Hooton Levitt was a tiny village, bordering on Nottingham Forest. As late as 1379, it had only 30 taxpayers. What made it valuable were its quarries, and those controlled by the nearby Cistercian Abbey of Roche.[4] It was these quarries, and others like them nearby, that would later supply the grinding stones necessary to the cutlery industry that emerged at nearby Sheffield, and that in the meantime supplied building material to much of the county.[5]
The Lyvet family were lords of the manor of several South Yorkshire villages, and Hooton Levitt (sometimes spelled Hooton Levett) was given the manorial affix of the Anglo-Norman family who eventually came to own it.[6] William Levett married Constantia, granddaughter of Richard FitzTurgis,[7] founder of Roche Abbey and first to style himself 'de Wickersley' after his holding of the nearby village of Wickersley.[8]
Following the marriage of William Levett and Constantia de Wickersley, the Levett family controlled the Abbey through its patronage. In today's world such abbeys seem an odd concept, but during the Middle Ages they controlled huge swaths of land. Roche Abbey's holdings—and it was only of middling rank—were enormous, sprawling across five counties: Yorkshire, Nottinghamshire, Derbyshire, Lincolnshire and Lancashire.[9]
Little is known of the life of William Levett, lord of the manor of Hooton Levitt and controller of Roche. He appears to have been a power in the region, having witnessed a charter in 1240 confirming a grant under William de Warenne, 5th Earl of Surrey, one of the most powerful Norman magnates, of land to the Kirklees nunnery. Levett (referred to as 'William de Livet') served as Steward to the Earl of Surrey.[10] The Levett family's name is often connected with grants of land to the Abbey through the centuries.[11] As lords of the manor of Hooton Levitt and principal patrons of Roche Abbey, the Levett family wielded considerable influence in the region.
But these were turbulent times, punctuated by the Black Death and the evolving feudal order, in which labor imbalances due to plague deaths gave the common laborer leverage against his lords. By the time of the tenure of Roche Abbey Abbot John de Aston (1356–1358) the Levett family seemed to have been stretched thin. In 1377 John Levett, son of William and likely grandson or great-grandson of the original William who gained control of the Abbey through marriage, sold control of Roche to a London merchant.[12] The deed records Levett's words: "I, John Levet, son and heir of William Levet, of Hooton Levet, have given, granted, and by this present charter confirmed to Richard Barry, citizen and merchant of London, the whole of my estate, which I have or my ancestors have ever had in the foundation of the Abbey of Roche...."[13]

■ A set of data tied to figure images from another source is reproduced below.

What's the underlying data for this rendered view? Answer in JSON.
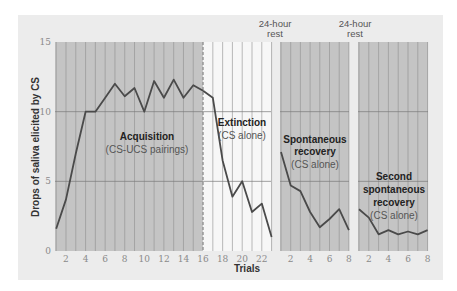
{
  "chart_data": {
    "type": "line",
    "title": "",
    "ylabel": "Drops of saliva elicited by CS",
    "xlabel": "Trials",
    "ylim": [
      0,
      15
    ],
    "yticks": [
      0,
      5,
      10,
      15
    ],
    "grid": true,
    "panels": [
      {
        "name": "Acquisition + Extinction",
        "x_range": [
          1,
          23
        ],
        "xticks": [
          2,
          4,
          6,
          8,
          10,
          12,
          14,
          16,
          18,
          20,
          22
        ],
        "series": [
          {
            "name": "Acquisition",
            "x": [
              1,
              2,
              3,
              4,
              5,
              6,
              7,
              8,
              9,
              10,
              11,
              12,
              13,
              14,
              15,
              16
            ],
            "values": [
              1.6,
              3.7,
              7,
              10,
              10,
              11,
              12,
              11.1,
              11.7,
              10,
              12.2,
              11,
              12.3,
              11,
              11.9,
              11.5
            ]
          },
          {
            "name": "Extinction",
            "x": [
              16,
              17,
              18,
              19,
              20,
              21,
              22,
              23
            ],
            "values": [
              11.5,
              11,
              6.5,
              3.9,
              5,
              2.8,
              3.4,
              1
            ]
          }
        ]
      },
      {
        "name": "Spontaneous recovery",
        "x_range": [
          1,
          8
        ],
        "xticks": [
          2,
          4,
          6,
          8
        ],
        "series": [
          {
            "name": "Spontaneous recovery",
            "x": [
              1,
              2,
              3,
              4,
              5,
              6,
              7,
              8
            ],
            "values": [
              7.1,
              4.7,
              4.3,
              2.8,
              1.7,
              2.3,
              3,
              1.5
            ]
          }
        ]
      },
      {
        "name": "Second spontaneous recovery",
        "x_range": [
          1,
          8
        ],
        "xticks": [
          2,
          4,
          6,
          8
        ],
        "series": [
          {
            "name": "Second spontaneous recovery",
            "x": [
              1,
              2,
              3,
              4,
              5,
              6,
              7,
              8
            ],
            "values": [
              3,
              2.4,
              1.2,
              1.5,
              1.2,
              1.4,
              1.2,
              1.5
            ]
          }
        ]
      }
    ],
    "annotations": [
      {
        "lines": [
          "Acquisition",
          "(CS-UCS pairings)"
        ]
      },
      {
        "lines": [
          "Extinction",
          "(CS alone)"
        ]
      },
      {
        "lines": [
          "Spontaneous",
          "recovery",
          "(CS alone)"
        ]
      },
      {
        "lines": [
          "Second",
          "spontaneous",
          "recovery",
          "(CS alone)"
        ]
      },
      {
        "lines": [
          "24-hour",
          "rest"
        ]
      },
      {
        "lines": [
          "24-hour",
          "rest"
        ]
      }
    ]
  },
  "labels": {
    "ylabel": "Drops of saliva elicited by CS",
    "xlabel": "Trials",
    "acq_title": "Acquisition",
    "acq_sub": "(CS-UCS pairings)",
    "ext_title": "Extinction",
    "ext_sub": "(CS alone)",
    "sr_l1": "Spontaneous",
    "sr_l2": "recovery",
    "sr_sub": "(CS alone)",
    "sr2_l1": "Second",
    "sr2_l2": "spontaneous",
    "sr2_l3": "recovery",
    "sr2_sub": "(CS alone)",
    "rest1_l1": "24-hour",
    "rest1_l2": "rest",
    "rest2_l1": "24-hour",
    "rest2_l2": "rest"
  },
  "colors": {
    "background": "#ececec",
    "shaded": "#c4c4c4",
    "unshaded": "#f7f7f7",
    "gridline": "#8f8f8f",
    "line": "#4a4a4a"
  }
}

At the height of the Abbey's power, during the tenure of the FitzTurgis family and their Levett descendants, Roche had some 80 monks within its walls. Quarrying its stone-rich meadows yielded large profits, as did income from its sprawling holdings,[14] principally of grazing land but also within the city of York.[15] The family's ties to this ecclesiastical bedrock during the turbulent Middle Ages likely provided some measure of spiritual comfort. All this passed out of the family's hands in 1377, perhaps because of financial mismanagement or the collapsing labor market due to the Black Death.
The family continued to remain in the area,[16] moving on to nearby Normanton,[17][18] where they were lords of the manor of the Newlands estate,[19] and had longstanding ties to the Knights Hospitallers, and to High Melton,[20] where many of the original charters of Roche, as well as the Chartulary of the St. John of Pontefract Abbey, eventually fell into the hands of Thomas Levett, a descendant who turned them over to eminent Yorkshire antiquarian Roger Dodsworth for study and publication. Most of the other records of Roche were lost when the chest in which they were kept in St Mary's Tower, York, was blasted by the Parliamentary forces of Oliver Cromwell during the siege of June 1644 in the English Civil War.[21]